Burp, Poop, and Puke Specialist
First published on December 29, 2013
Have you perused the bookshelves at a Barnes and Noble lately? Or the pages of any current parenting magazine? Or listened to the latest parenting tips on PBS? Paid attention to daytime commercials recently? What is the one thing they all have in common?
Answer: Dad is missing.
Dads have never been afforded much opportunity to take an active role in the birthing and infant-raising process, except as “support partners”- and, bless his heart, Lamaze tried to improve the situation for Pop -but the fact remains: being a new dad carries with it a certain loneliness that only a formerly childless man can know.
My wife and I had our first baby sixteen years ago. That in itself was definitely an above-average experience. Even more impressive was that just thirty-six hours after our son entered the world, the hospital staff let us take him home- nay, they encouraged us to take him. Pushed us out, practically. There were no tests to take to prove we could take care of him, no license requirements, no permits or loan agreements. Nobody in uniform followed us down to the car to see if we had a legal, approved car seat, let alone if it was facing rearward (lest they should take him back upstairs and keep him).
What? we thought. You’re just going to give him to us? The most valuable, complex, intricately delicate life form in the entire known universe, and you’re simply going to hand him over to a pair of ten-thumbed amateurs like us? What’s wrong with you people? Dad the chauffeur sat behind the wheel and fought traffic; mom sat in the backseat with baby and softly showed him the world.
It never occurred to Mom, though it certainly did to me, that from the very beginning she had an unfair advantage in procuring our son’s affections. Immediately upon his birth, for instance, he found a serene warmth and a comforting, familiar heartbeat as he was placed upon her chest. I, on the other hand, stood coldly beside them, stainless steel surgical scissors in hand, and severed the lifeline they had shared for nine months without me. At the behest of everyone except my son, who I’m sure would have protested had he had the presence of mind to do so, I cut my infant away from his mother forever. Dad the home wrecker.
The point is this. Dad has virtually nothing to do with the growth and development of his child while it is in the womb- headphones on the belly and reading Winnie The Pooh to his wife’s naval at night notwithstanding -and this banishment is bad enough. But is it fair that dads are almost universally excluded from the entire newborn experience once the baby arrives? The truth be told, all men are not created equal- at least, not equal to women.
There was the heartless act of severance at birth; the raging foray onto the automotive battlefield; next came the feeding. Hunter-gatherers are we, the men. But are we needed for hunting or gathering in, say, the first six months of the baby’s life? Nope.
Enter breastfeeding. Baby and mother conspire to link up again, in spite of Pop’s dastardly deed, and so he is once again effectively exiled from the bonding process. It wasn’t enough that Mom got to keep the baby to herself for thirty-six uninterrupted weeks, she unfairly gets to continue the affair long after the baby is born while Pop remains, at best, a sympathetic persona non grata. A burp, poop, and puke specialist.
As a Dad who endured this discrimination not once but twice, I’m calling for an immediate investigation.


What to do:
Below are some entries. Copy each line in them that holds "rest".

Supplied records:
------------------------------------------------------------
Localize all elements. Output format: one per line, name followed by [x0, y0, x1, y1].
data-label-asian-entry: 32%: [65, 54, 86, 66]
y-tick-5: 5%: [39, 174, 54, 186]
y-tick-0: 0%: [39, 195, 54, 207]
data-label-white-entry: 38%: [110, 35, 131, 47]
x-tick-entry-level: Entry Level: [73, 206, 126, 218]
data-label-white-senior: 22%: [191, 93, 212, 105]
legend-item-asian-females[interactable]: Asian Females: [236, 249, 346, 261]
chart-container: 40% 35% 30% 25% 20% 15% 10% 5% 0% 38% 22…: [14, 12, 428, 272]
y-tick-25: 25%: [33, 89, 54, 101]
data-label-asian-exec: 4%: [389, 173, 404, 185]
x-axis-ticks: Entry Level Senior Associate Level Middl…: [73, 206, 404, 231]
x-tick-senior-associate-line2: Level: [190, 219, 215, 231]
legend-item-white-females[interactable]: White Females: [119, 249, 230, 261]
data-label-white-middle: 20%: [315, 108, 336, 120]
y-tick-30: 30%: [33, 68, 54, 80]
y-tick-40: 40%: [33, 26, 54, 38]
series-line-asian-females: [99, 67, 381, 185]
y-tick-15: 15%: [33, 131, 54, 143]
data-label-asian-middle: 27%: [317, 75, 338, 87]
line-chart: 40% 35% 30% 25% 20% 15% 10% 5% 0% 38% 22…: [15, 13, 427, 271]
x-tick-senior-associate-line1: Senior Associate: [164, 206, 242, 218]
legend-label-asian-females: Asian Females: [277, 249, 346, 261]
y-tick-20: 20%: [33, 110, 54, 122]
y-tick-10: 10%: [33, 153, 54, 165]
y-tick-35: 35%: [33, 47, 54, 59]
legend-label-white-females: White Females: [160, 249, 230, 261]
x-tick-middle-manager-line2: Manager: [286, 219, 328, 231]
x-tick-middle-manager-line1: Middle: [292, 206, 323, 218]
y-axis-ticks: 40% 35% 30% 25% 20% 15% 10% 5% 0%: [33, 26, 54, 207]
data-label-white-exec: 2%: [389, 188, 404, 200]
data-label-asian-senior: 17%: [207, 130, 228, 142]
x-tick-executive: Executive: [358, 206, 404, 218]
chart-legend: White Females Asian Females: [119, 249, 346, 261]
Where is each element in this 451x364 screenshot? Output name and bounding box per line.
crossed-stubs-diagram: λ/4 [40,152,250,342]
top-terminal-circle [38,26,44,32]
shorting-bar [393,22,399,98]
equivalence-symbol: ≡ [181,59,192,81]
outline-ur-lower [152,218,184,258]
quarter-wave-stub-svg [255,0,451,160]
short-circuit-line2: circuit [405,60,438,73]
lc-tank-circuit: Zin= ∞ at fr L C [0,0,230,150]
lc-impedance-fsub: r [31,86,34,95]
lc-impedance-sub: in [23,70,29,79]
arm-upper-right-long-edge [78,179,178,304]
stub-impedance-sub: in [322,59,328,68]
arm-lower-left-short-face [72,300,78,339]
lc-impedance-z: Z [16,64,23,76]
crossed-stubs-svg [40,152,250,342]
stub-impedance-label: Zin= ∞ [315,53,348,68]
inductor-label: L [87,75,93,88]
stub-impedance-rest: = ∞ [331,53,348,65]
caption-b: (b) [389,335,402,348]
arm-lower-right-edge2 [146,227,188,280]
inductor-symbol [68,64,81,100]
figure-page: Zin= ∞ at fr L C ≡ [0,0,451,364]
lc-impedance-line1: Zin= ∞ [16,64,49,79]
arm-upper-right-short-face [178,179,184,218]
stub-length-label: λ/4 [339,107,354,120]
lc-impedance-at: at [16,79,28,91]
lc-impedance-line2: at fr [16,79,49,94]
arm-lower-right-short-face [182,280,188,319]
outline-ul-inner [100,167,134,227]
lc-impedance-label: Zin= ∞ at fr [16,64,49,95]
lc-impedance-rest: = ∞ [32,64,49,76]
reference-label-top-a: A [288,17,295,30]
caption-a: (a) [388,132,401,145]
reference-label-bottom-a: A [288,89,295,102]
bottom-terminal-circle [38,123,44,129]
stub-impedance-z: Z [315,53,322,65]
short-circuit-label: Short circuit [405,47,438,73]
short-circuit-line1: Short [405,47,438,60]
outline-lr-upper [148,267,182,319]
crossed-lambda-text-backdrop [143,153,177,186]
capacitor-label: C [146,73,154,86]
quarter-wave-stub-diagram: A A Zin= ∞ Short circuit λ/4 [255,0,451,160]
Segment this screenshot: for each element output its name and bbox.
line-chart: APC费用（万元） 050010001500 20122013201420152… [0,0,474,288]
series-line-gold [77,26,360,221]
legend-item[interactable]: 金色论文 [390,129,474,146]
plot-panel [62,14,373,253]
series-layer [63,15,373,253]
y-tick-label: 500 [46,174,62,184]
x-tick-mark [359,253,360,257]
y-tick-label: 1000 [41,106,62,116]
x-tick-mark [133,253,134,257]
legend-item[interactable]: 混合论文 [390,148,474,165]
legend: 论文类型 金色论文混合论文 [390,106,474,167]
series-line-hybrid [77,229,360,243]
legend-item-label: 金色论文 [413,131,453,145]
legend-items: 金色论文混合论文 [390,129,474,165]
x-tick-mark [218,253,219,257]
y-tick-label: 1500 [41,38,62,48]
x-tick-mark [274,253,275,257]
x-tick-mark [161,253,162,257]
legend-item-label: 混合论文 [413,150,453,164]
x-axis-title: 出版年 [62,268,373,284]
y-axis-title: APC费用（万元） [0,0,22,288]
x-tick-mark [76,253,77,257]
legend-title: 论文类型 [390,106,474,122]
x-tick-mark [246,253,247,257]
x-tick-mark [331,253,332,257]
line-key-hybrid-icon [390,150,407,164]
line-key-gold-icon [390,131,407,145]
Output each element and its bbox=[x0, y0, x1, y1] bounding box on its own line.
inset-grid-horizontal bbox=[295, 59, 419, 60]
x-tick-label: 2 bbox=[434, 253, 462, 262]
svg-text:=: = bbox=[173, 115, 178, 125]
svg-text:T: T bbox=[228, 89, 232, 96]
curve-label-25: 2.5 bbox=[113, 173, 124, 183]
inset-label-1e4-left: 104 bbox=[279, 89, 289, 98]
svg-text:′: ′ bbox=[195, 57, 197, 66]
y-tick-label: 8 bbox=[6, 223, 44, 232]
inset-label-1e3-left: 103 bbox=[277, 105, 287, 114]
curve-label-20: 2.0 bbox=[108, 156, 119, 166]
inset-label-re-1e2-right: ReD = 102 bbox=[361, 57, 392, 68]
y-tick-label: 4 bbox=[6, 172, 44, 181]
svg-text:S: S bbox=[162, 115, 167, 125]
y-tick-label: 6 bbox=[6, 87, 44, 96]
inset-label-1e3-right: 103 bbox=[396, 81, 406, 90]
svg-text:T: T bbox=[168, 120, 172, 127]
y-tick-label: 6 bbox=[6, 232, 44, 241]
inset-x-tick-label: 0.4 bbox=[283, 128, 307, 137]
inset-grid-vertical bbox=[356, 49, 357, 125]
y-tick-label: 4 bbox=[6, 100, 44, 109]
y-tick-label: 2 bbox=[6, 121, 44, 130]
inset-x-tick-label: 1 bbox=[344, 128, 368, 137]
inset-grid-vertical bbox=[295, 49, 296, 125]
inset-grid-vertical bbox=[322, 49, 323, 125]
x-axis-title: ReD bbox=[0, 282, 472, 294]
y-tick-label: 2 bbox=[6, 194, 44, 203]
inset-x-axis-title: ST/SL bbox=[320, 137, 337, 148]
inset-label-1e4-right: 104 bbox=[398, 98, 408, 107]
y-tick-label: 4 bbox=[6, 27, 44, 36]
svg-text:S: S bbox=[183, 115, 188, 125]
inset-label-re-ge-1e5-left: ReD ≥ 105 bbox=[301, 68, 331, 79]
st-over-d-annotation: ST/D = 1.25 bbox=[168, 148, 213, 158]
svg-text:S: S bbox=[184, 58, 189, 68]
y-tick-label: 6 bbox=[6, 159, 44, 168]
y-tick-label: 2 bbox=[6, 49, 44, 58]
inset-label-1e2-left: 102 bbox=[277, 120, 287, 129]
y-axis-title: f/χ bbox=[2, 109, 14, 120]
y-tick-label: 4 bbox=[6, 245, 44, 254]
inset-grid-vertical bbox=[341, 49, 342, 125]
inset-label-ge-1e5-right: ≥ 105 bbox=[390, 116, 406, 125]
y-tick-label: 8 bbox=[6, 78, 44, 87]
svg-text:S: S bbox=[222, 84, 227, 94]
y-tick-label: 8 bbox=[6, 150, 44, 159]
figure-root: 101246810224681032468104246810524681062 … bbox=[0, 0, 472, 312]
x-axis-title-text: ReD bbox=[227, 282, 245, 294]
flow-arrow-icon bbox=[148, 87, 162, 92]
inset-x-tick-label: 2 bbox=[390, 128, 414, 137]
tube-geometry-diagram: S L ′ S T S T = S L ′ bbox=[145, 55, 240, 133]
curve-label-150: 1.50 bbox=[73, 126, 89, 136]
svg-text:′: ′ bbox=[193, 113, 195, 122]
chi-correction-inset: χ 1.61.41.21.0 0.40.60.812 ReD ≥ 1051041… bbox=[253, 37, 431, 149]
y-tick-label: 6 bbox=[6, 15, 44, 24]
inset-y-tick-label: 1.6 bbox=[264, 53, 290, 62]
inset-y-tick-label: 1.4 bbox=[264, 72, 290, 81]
------------------------------------------------------------
Your solution:
stub-impedance-rest: = ∞ [331,53,348,65]
lc-impedance-rest: = ∞ [32,64,49,76]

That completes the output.